Recent inquiries into the enormous cost that obesity imposes on society have covered a number of bases, but (no surprise here) plenty of angles remain to be explored. In observing places of employment, scholars have examined chronic stressors, acute stressors, and even the condition known as “turmoil in the workplace.” Many researchers are particularly interested in the relationship between those factors and the difficulty experienced by workers in maintaining a healthy body weight.
It seems odd that people — many of them lucky to be employed at all — will carelessly endanger their jobs and their health by allowing excessive weight to creep up on them. How can they be encouraged to remain well enough to perform the work adequately, and not take too many sick days? How can they be prevented from doing things on company time that will eventually cost the company many dollars?
It takes all kinds
Researchers looking for answers have created studies that concentrate specifically on middle-aged women. Grad students have scrutinized groups of men who do exhausting labor, and others whose pale shirt collars have never felt a drop of perspiration. They have probed the relationship between something called “job enrichment,” and abdominal obesity in particular, as those two factors may impact even “apparently healthy” individuals.
A typical news item, published near the end of 2017, confirmed what many corporate CEOs and small business owners had already figured out:
The increasingly high levels of overweight and obesity among the workforce are accompanied by a hidden cost burden due to losses in productivity.
That meta-study was called by its authors “a narrative synthesis of the reviewed studies [which] revealed substantial costs due to lost productivity among workers with obesity.” The information, derived from eight electronic databases, pointed out the extent of those indirect costs that might someday, somehow, be eliminated from the figures that populate the corporate budget. It was only one of a great number of academic papers that have explored these possibilities.

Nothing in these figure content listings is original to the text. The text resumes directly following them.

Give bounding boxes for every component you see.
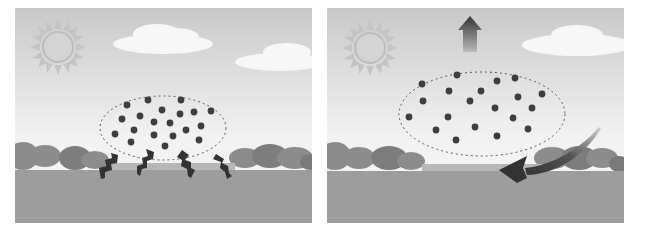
- sun-icon: [342, 20, 398, 76]
- horizon-strip: [105, 163, 235, 171]
- sun-icon: [30, 19, 86, 75]
- panel-left-ground-heating: [15, 8, 312, 223]
- ground: [15, 170, 312, 223]
- panel-right-warm-air-rising: [327, 8, 624, 223]
- ground: [327, 171, 624, 223]
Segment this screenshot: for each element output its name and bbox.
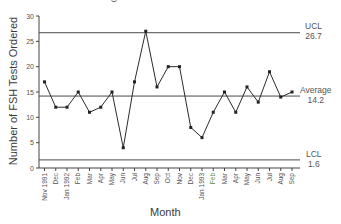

But what does this have to do with my kids?
Everything. No matter how much we love our children, and how wonderful we know them to be in every way, the opinion of the outside world may differ. Often, when that assessment is made plain, the results are not happy for anyone. Our kids are growing up in an environment where everyone is increasingly scrutinized from many angles, and information is retained forever.
They deserve our help
A few years from now, our daughters and sons might be secretly weighed every day they show up for work, and then be summarily fired for exceeding the decreed correct weight. These trends are capable of doing real damage, and we need to get a handle on them by understanding why it is probably a mistake to ignore the few extra pounds around a child’s middle. Without being hurtfully judgmental, we can still acknowledge that obesity has the power to mess up her, or his, entire future.
On another level, the situation could become even worse. Imagine this: Your child graduates high school, and the only available job is with a company that severely maintains strict weight standards. A year later, your excellent son is required to fire an employee who also happens to be his best friend since childhood. To both of them, it represents a betrayal, and your boy feels so lousy, he binge-eats to improve his mood, and winds up being fired himself, not long afterward.
Okay, maybe that scenario is a bit dramatic, but whether we like it or not, obesity seems determined to become a larger issue with every passing year. It is a challenge that a lot of kids just might face, if they don’t already. This is why we try to prevent childhood obesity, because people growing into adulthood have enough to contend with.
Your responses and feedback are welcome!